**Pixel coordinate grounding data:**
▽

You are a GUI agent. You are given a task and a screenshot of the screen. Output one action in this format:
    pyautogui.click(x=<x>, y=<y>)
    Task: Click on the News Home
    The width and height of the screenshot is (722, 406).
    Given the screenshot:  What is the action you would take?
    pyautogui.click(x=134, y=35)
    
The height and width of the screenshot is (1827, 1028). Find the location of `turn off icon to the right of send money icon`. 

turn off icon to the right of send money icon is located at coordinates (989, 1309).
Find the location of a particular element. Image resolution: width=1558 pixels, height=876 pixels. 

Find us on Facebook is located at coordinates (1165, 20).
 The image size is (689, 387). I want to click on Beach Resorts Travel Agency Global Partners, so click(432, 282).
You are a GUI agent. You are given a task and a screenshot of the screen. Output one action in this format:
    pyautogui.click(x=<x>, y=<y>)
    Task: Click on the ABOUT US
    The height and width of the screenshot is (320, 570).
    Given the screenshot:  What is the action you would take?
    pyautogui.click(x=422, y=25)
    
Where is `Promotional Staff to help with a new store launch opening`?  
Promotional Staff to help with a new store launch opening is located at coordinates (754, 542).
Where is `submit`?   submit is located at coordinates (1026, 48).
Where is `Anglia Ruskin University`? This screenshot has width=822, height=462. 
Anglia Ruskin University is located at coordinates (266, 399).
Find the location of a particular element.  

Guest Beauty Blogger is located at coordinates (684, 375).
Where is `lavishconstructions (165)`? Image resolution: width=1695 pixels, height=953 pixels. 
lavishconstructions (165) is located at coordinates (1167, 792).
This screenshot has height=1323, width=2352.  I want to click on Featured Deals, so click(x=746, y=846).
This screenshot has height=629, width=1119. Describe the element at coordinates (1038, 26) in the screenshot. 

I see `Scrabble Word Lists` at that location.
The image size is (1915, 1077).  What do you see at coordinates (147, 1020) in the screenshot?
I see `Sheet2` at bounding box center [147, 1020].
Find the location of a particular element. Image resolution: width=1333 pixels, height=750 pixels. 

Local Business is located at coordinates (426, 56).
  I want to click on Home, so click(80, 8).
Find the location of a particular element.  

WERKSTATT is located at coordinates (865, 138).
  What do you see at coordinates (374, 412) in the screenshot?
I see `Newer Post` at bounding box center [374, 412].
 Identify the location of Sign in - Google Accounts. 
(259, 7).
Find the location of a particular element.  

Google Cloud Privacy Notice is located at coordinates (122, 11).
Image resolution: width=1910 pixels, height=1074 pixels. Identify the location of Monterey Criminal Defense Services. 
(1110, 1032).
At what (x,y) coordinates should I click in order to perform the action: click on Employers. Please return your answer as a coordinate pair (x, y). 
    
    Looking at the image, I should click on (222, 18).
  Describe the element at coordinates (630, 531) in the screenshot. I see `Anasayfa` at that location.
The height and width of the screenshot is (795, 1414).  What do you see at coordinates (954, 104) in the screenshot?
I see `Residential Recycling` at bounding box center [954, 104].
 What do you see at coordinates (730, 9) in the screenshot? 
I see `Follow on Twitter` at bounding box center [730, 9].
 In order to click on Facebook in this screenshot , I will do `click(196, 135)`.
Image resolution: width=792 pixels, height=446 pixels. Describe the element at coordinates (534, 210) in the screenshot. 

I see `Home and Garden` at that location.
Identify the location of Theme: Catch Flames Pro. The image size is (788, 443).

△

**DIRECTIONS FOR THIS TASK:** Every entry above needs to be duplicated exactly.

**RESULT OF THIS TASK:**
You are a GUI agent. You are given a task and a screenshot of the screen. Output one action in this format:
    pyautogui.click(x=<x>, y=<y>)
    Task: Click on the News Home
    The width and height of the screenshot is (722, 406).
    Given the screenshot:  What is the action you would take?
    pyautogui.click(x=134, y=35)
    
The height and width of the screenshot is (1827, 1028). Find the location of `turn off icon to the right of send money icon`. 

turn off icon to the right of send money icon is located at coordinates (989, 1309).
Find the location of a particular element. Image resolution: width=1558 pixels, height=876 pixels. 

Find us on Facebook is located at coordinates (1165, 20).
 The image size is (689, 387). I want to click on Beach Resorts Travel Agency Global Partners, so click(432, 282).
You are a GUI agent. You are given a task and a screenshot of the screen. Output one action in this format:
    pyautogui.click(x=<x>, y=<y>)
    Task: Click on the ABOUT US
    The height and width of the screenshot is (320, 570).
    Given the screenshot:  What is the action you would take?
    pyautogui.click(x=422, y=25)
    
Where is `Promotional Staff to help with a new store launch opening`?  
Promotional Staff to help with a new store launch opening is located at coordinates (754, 542).
Where is `submit`?   submit is located at coordinates (1026, 48).
Where is `Anglia Ruskin University`? This screenshot has width=822, height=462. 
Anglia Ruskin University is located at coordinates (266, 399).
Find the location of a particular element.  

Guest Beauty Blogger is located at coordinates (684, 375).
Where is `lavishconstructions (165)`? Image resolution: width=1695 pixels, height=953 pixels. 
lavishconstructions (165) is located at coordinates (1167, 792).
This screenshot has height=1323, width=2352.  I want to click on Featured Deals, so click(x=746, y=846).
This screenshot has height=629, width=1119. Describe the element at coordinates (1038, 26) in the screenshot. 

I see `Scrabble Word Lists` at that location.
The image size is (1915, 1077).  What do you see at coordinates (147, 1020) in the screenshot?
I see `Sheet2` at bounding box center [147, 1020].
Find the location of a particular element. Image resolution: width=1333 pixels, height=750 pixels. 

Local Business is located at coordinates (426, 56).
  I want to click on Home, so click(80, 8).
Find the location of a particular element.  

WERKSTATT is located at coordinates (865, 138).
  What do you see at coordinates (374, 412) in the screenshot?
I see `Newer Post` at bounding box center [374, 412].
 Identify the location of Sign in - Google Accounts. 
(259, 7).
Find the location of a particular element.  

Google Cloud Privacy Notice is located at coordinates (122, 11).
Image resolution: width=1910 pixels, height=1074 pixels. Identify the location of Monterey Criminal Defense Services. 
(1110, 1032).
At what (x,y) coordinates should I click in order to perform the action: click on Employers. Please return your answer as a coordinate pair (x, y). 
    
    Looking at the image, I should click on (222, 18).
  Describe the element at coordinates (630, 531) in the screenshot. I see `Anasayfa` at that location.
The height and width of the screenshot is (795, 1414).  What do you see at coordinates (954, 104) in the screenshot?
I see `Residential Recycling` at bounding box center [954, 104].
 What do you see at coordinates (730, 9) in the screenshot? 
I see `Follow on Twitter` at bounding box center [730, 9].
 In order to click on Facebook in this screenshot , I will do `click(196, 135)`.
Image resolution: width=792 pixels, height=446 pixels. Describe the element at coordinates (534, 210) in the screenshot. 

I see `Home and Garden` at that location.
Identify the location of Theme: Catch Flames Pro. The image size is (788, 443).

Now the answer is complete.